We'll deal in order.
1. If you connect that fan to a lower voltage source, it WILL work but at lower speed IF that voltage is high enough. For your 12V fan, a 9V supply is certainly enough and that will work. (It might drain the 9V battery, though, because those little batteries are made for small loads.) The 5 V battery might not work, though. Every fan motor has a MINIMUM voltage needed to actually start it up from stalled, and it happens that many computer 12 V fans cannot be started with as little as 5 V.
2. If you have three mobo SYS_FAN or CHA_FAN headers to use for your three fans, then certainly go ahead and simply use one fan per header. Just remember that there are two rather different groups of mobo headers and fan uses. ONE fan (sometimes more) is used to cool the CPU chip, and it always should be connected to the CPU_FAN header. That header is always guided in its automatic speed control by a temperature sensor inside the CPU chip itself. In addition, that header gives extra attention to monitoring its fan for possible failure and will take quick action if it suddenly finds its fan is not working. All of the CASE ventilation fans, however, should be connected to SYS_FAN or CHA_FAN headers. These normally are guided by a different temp sensor on the mobo, BUT some mobos give you the option to use another sensor, and a few even arrive set to use the internal CPU temp sensor, which is wrong.
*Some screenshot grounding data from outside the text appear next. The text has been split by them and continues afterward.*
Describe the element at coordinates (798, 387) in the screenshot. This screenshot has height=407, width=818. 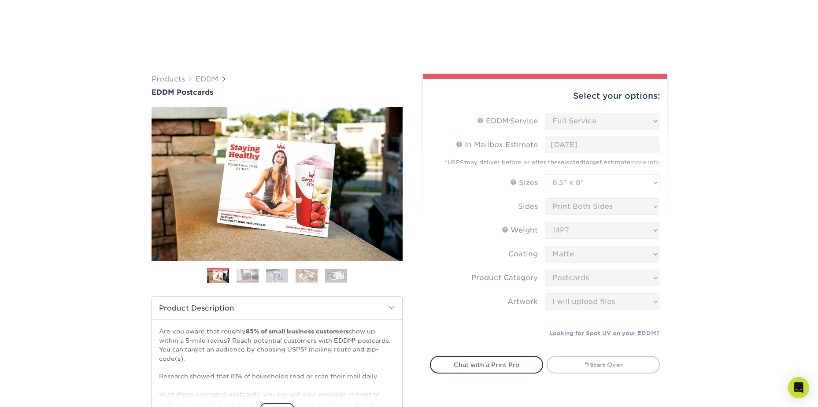
I see `div: Open Intercom Messenger` at that location.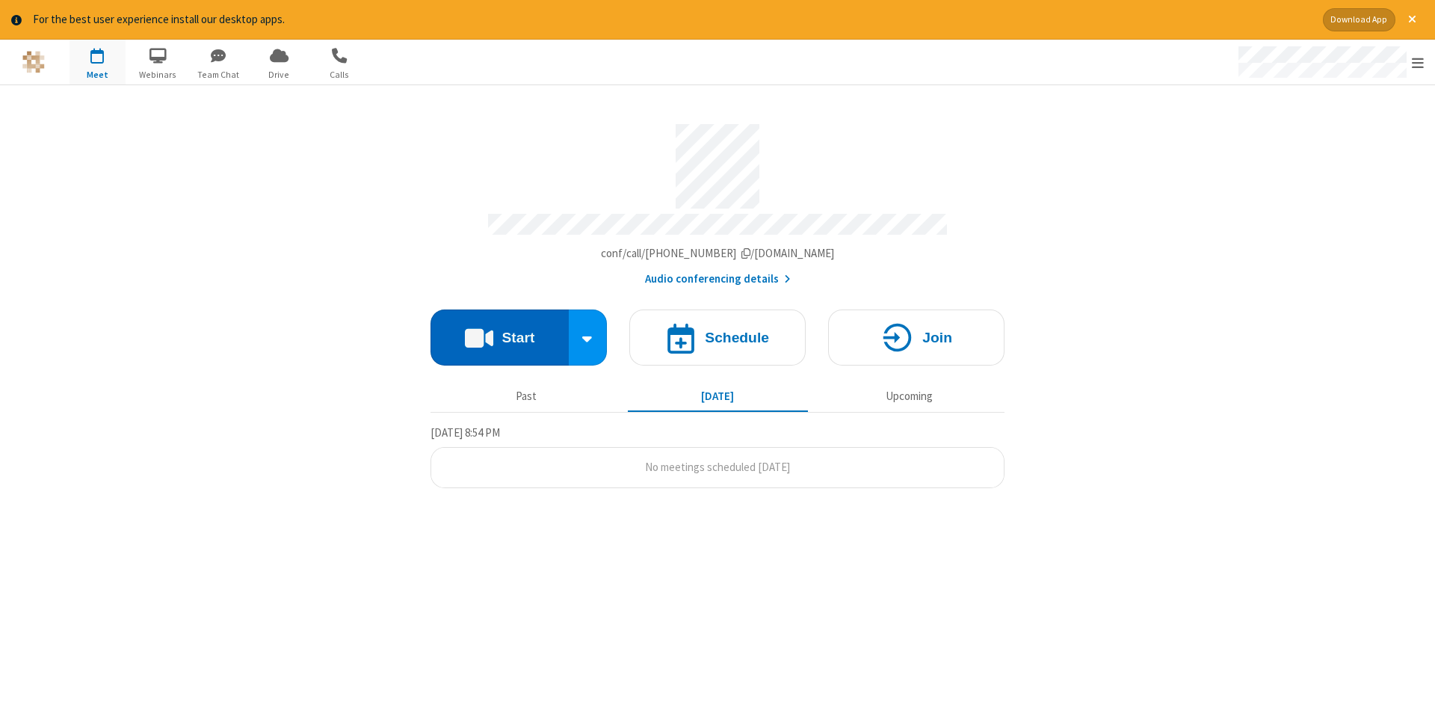  What do you see at coordinates (158, 75) in the screenshot?
I see `span: Webinars` at bounding box center [158, 75].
3. If you opt to use a Splitter to connect two or more fans to a single header, it should not involve a Molex connector like the ones on that three-headed item in your photo. A fan Splitter has two (or more) male output "arms" (with pins) for your fans, and only one "arm" ending in a very similar female fan connector with three holes that plugs into the mobo header. A Splitter is a simple device that just connects all its fans in parallel to the header, and draws all the power for its fans from that header. The header has a limit (usually 1.0 A) for the max current it can supply to ALL fans connected to it, so this limit is a factor when using a Splitter. By far MOST modern computer fans use at max 0.10 to 0.25 A at max, so three fans is almost always OK. HOWEVER, there is a lot of confusion because there is another type of device called a HUB that can be used to connect several fans to one header. Unfortunately, sellers tend to misuse the labels Splitter and Hub as if they were interchangeable, and they actually are different. A HUB has one extra "arm" that must plug into a power output from the PSU (either a 4-pin Molex or a SATA connector), and the Hub gets all power for its fans from the PSU, thus avoiding the current limit of the host fan header. BUT that type of device can NOT control the speed of 3-pin fans, which is what you have. So do NOT get a fan Hub; stick with a Splitter if you connect more than one fan to a header. You may find a 3-pin Splitter hard to find, but any 4-pin Splitter also will work just as well.
4. You have spotted an important thing to know. Any mobo fan header processes the speed signal sent back to it (it is a series of pulses - 2 per revolution - sent to the header) by counting the pulses. As you anticipate, that only works if the header receives just ONE train of pulses - it cannot deal with two or more speed pulse trains from several fans. So any Splitter or Hub will send back to its host header only ONE fan's speed signal. Since the signal is sent on Pin #3, the simple means for this is that, among the output male connectors of the Splitter, only one has a Pin #3 to make the connection, and the other output(s) are missing that pin. Those "others" look exactly like the one in the middle of your photo. (The one in the photo is missing that pin for a different reason - the device is to connect for power from the PSU, and there is NO reason to send a fan speed signal back to the PSU that has NO way to accept and process it.)
I'll add a further note, since your fans are of the 3-pin design. That is the older type in which the fan motor speed is controlled by varying the VOLTAGE supplied to it on Pin #2. The newer fan design now is called PWM, and uses a very similar connector with a fourth pin or hole. The two types have been designed for some ability to tolerate mis-matching, with the result that you can plug either fan type into any 3- or 4-pin mobo header and it will work - sort of. The one mis-match that needs a bit of attention affects you because you have 3-pin fans. If you plug that into a 4-pin header that is using the new PWM Mode for controlling its fan, your 3-pin fan will always run full speed. BUT almost all mobos now use 4-pin headers AND allow you, in the BIOS Setup screens for configuring the individual fan headers, an option to set the header to use Voltage Control Mode (aka DC Mode) instead of the new PWM Mode. This WILL control the speed of your 3-pin fan. So, when you get things assembled, you can look for that BIOS Setup option and make the adjustment.